Google Crawling Through Forms and Drop Downs: SEO Effects
15th September 2008 by Kerry Dye
I’ve increasingly noticed search results with weird search terms appearing in the indexed results for some of my clients. Historically, we have never automatically prevented search results from being indexed, because it is usually only accessible by a form submission. However, it is something that is routinely monitored by looking at what pages of the site are indexed.
We’ve known for a while that (a) Google doesn’t like indexing search results and (b) it often adds a lot of pages with duplicate page titles and meta tags because they are all generated from one template page. So the appearance of these results was puzzling – was someone deliberately adding these pages to Google?
A trawl through the blogosphere brought up a much more likely explanation than some sort of SEO sabotage – Google has started using this as a method to discover new pages.

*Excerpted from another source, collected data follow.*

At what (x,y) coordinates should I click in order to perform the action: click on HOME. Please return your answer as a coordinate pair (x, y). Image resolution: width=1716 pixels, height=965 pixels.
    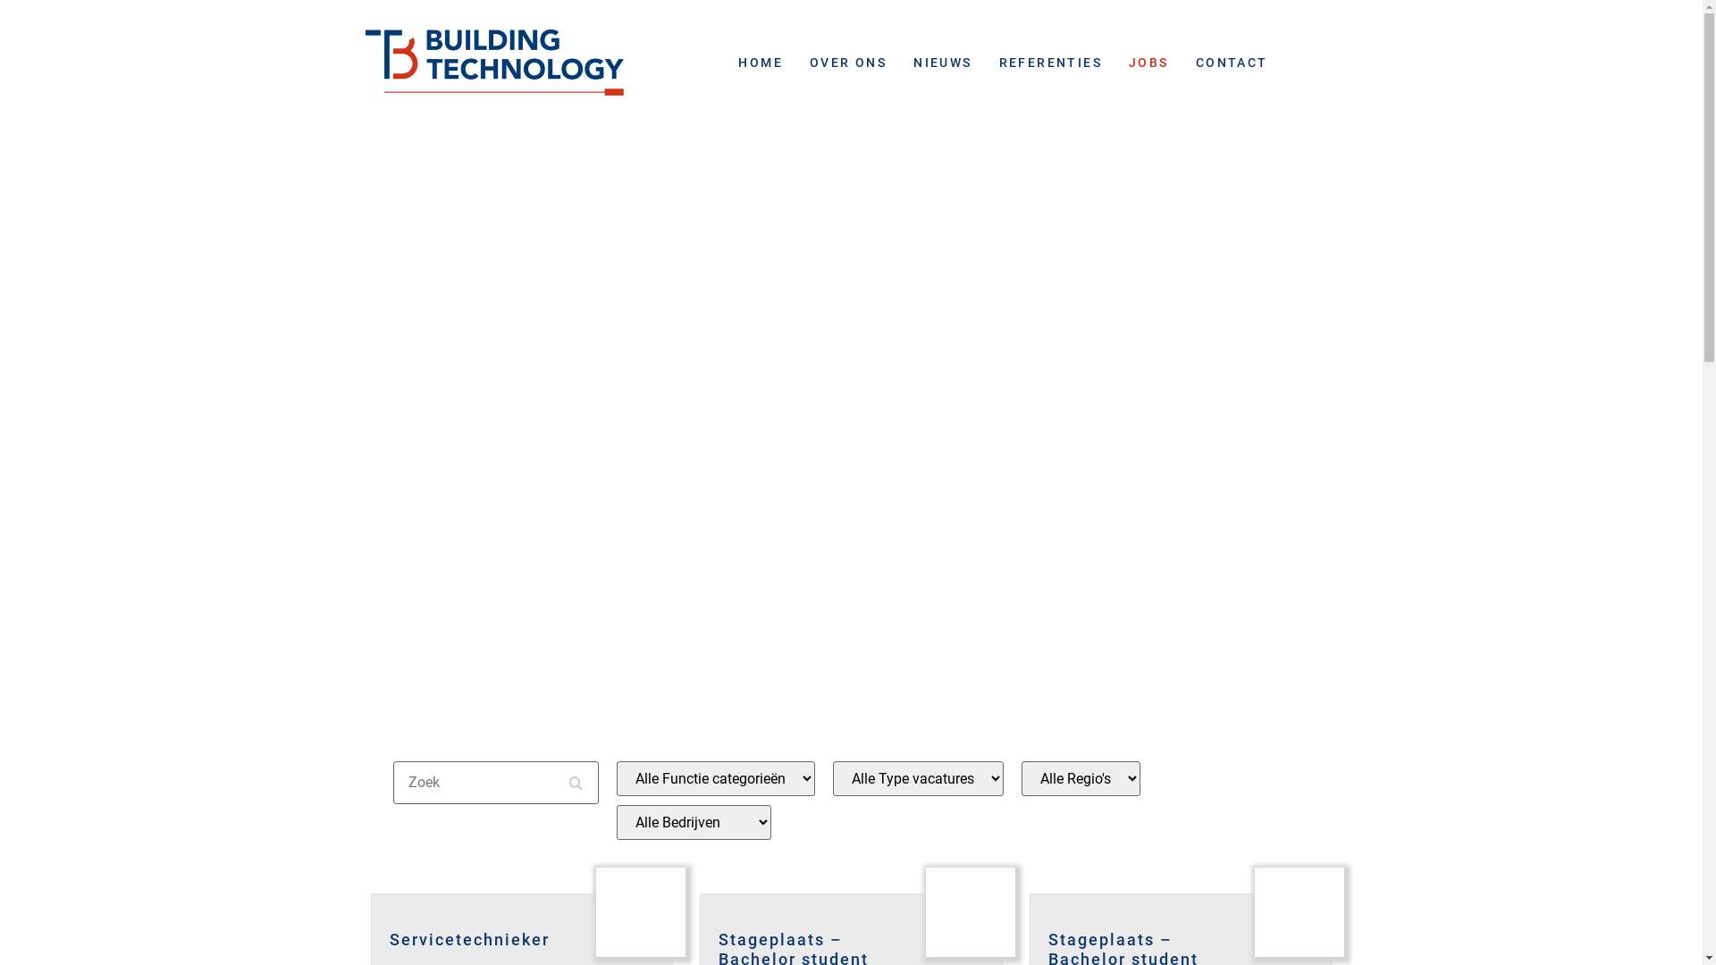
    Looking at the image, I should click on (761, 63).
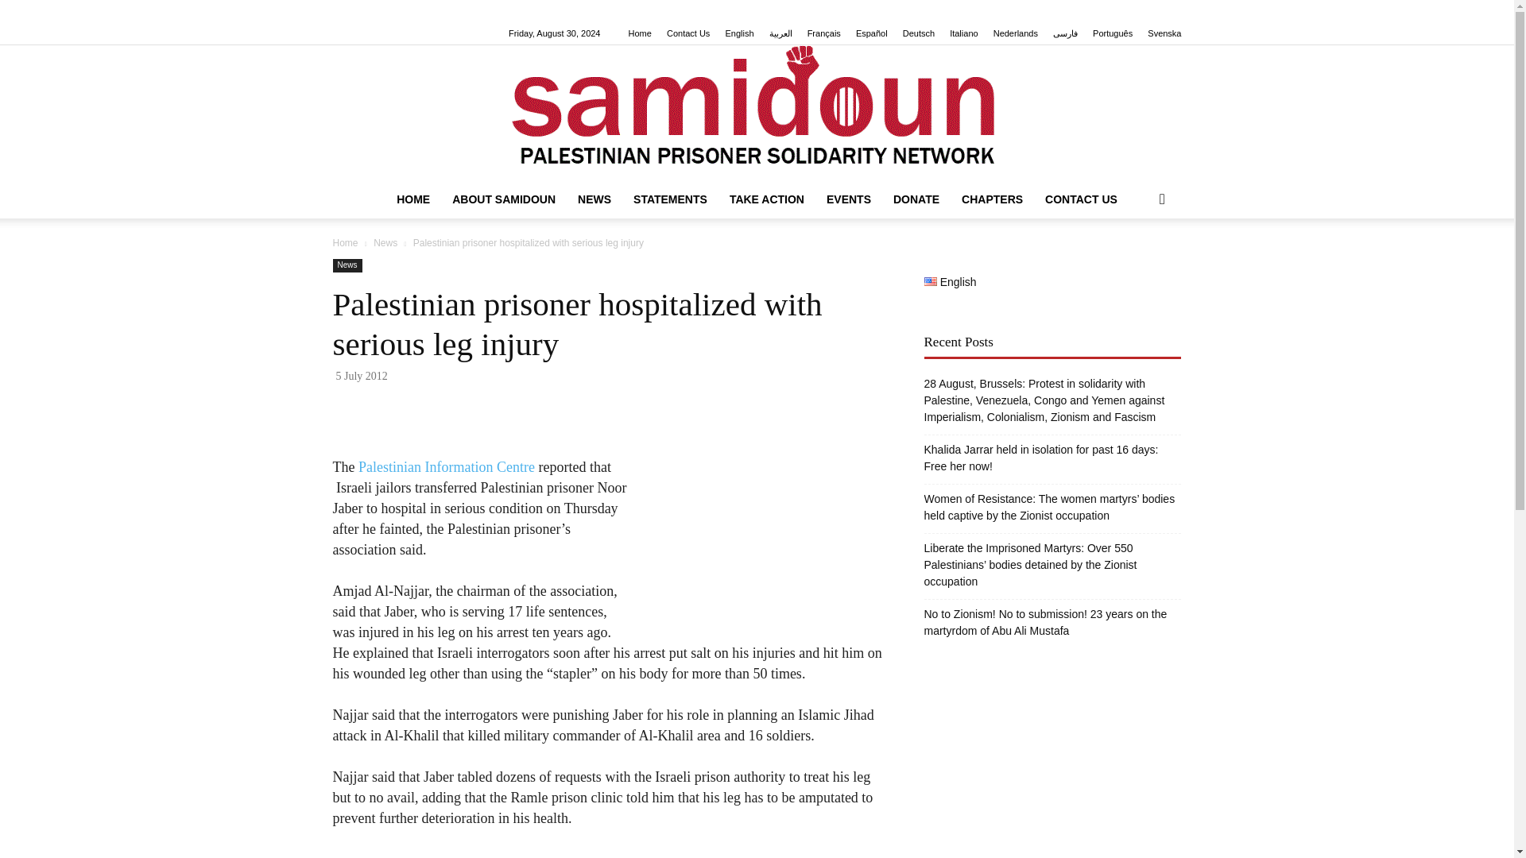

According to Matt Cutts (back on Apr 11 2008) Now Google is finding ways to crawl through forms and drop-down boxes. We only do this for a small number of high-quality sites right now, and we’re very cautious and careful to do the crawling politely and abide by robots.txt. If you’d prefer that Google not crawl urls like this, you can use robots.txt to block the urls that would be discovered by crawling through a form.
Nice that our sites are considered “high-quality” but adding potentially hundreds of search results pages isn’t always helpful. Not in the cases I’ve looked at, although in the case Matt was talking about in the post about it probably would have done.

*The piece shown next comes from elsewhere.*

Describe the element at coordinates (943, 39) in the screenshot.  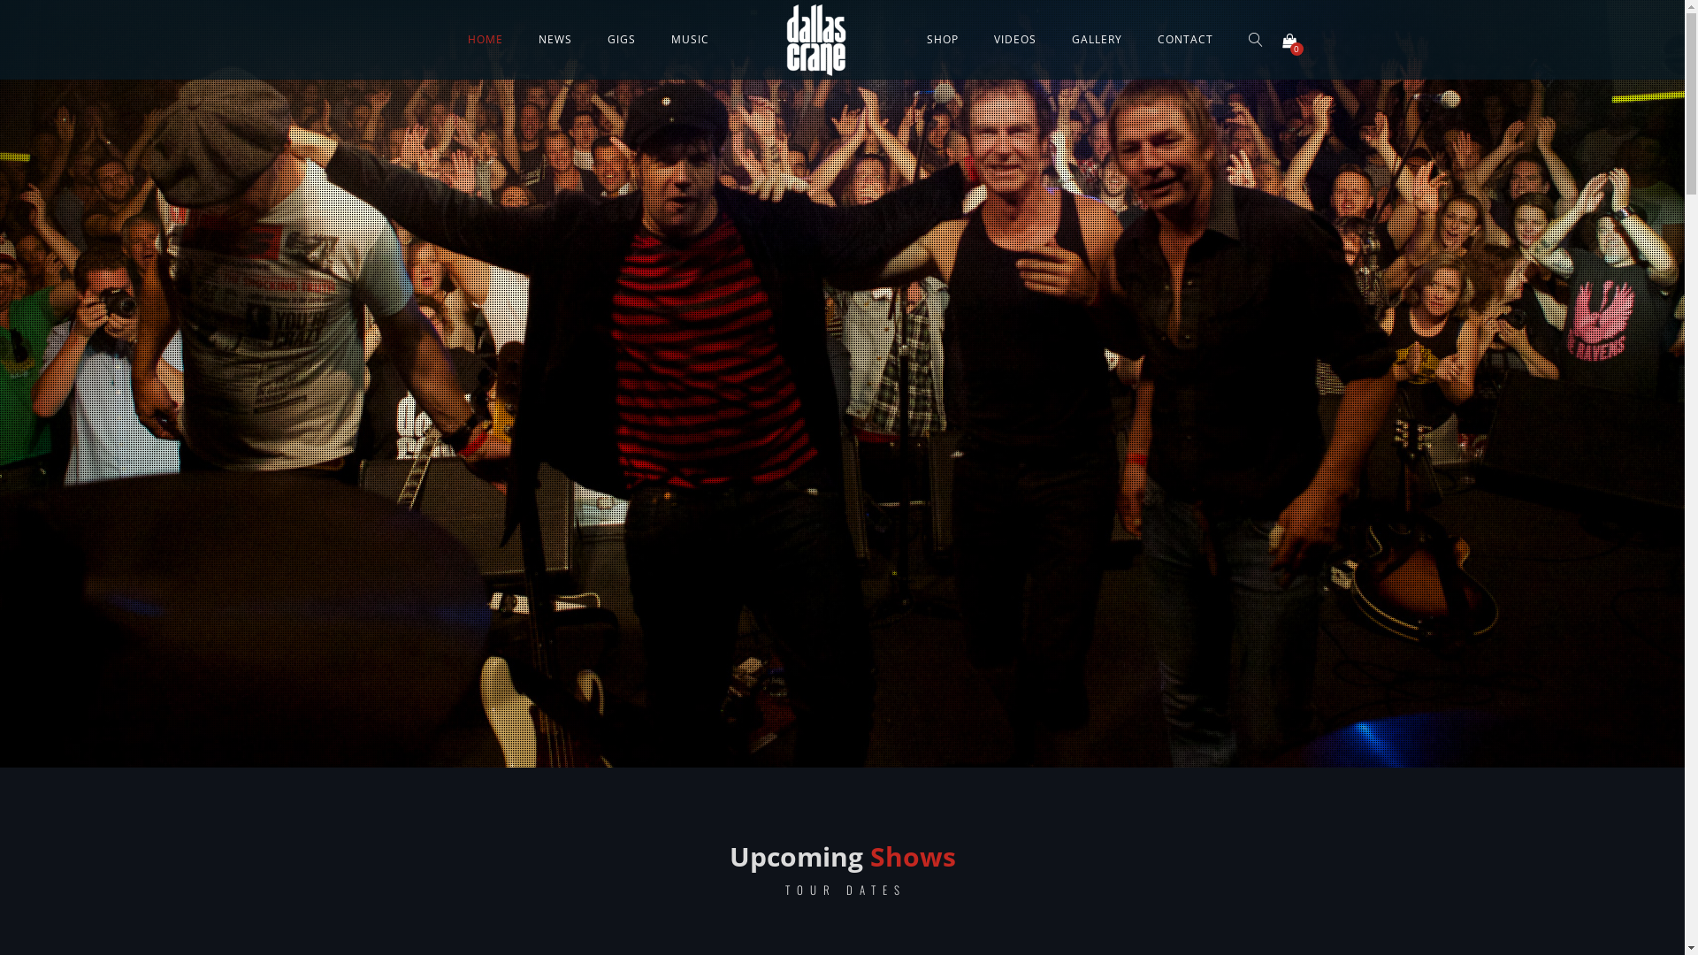
I see `SHOP` at that location.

The Google Webmaster Central blog post is much more explicit in saying “If we ascertain that the web page resulting from our query is valid, interesting, and includes content not in our index, we may include it in our index much as we would include any other web page” and “This change also does not affect the crawling, ranking, or selection of other web pages in any significant way.”
So they are saying that it doesn’t affect how a site is ranked, which is amazing. Back in the days of the supplemental index before they integrated them in the main index, results from internal search inevitably ended up there. Although Google’s algorithm has changed considerably, it is unlikely to have chosen to rank these samey-samey pages higher than back then.
So I’ll still be choosing not to let these results be indexed in the majority of cases because they don’t provide useful landing pages for visitors, and they generally show a snippet of text from pages that are already indexed. Generally, robots.txt is a good fail safe method, but another tactic would be to use the “noindex, follow” version of the robots meta tag, which would let Google read the page and discover any new links, but wouldn’t index the results page itself.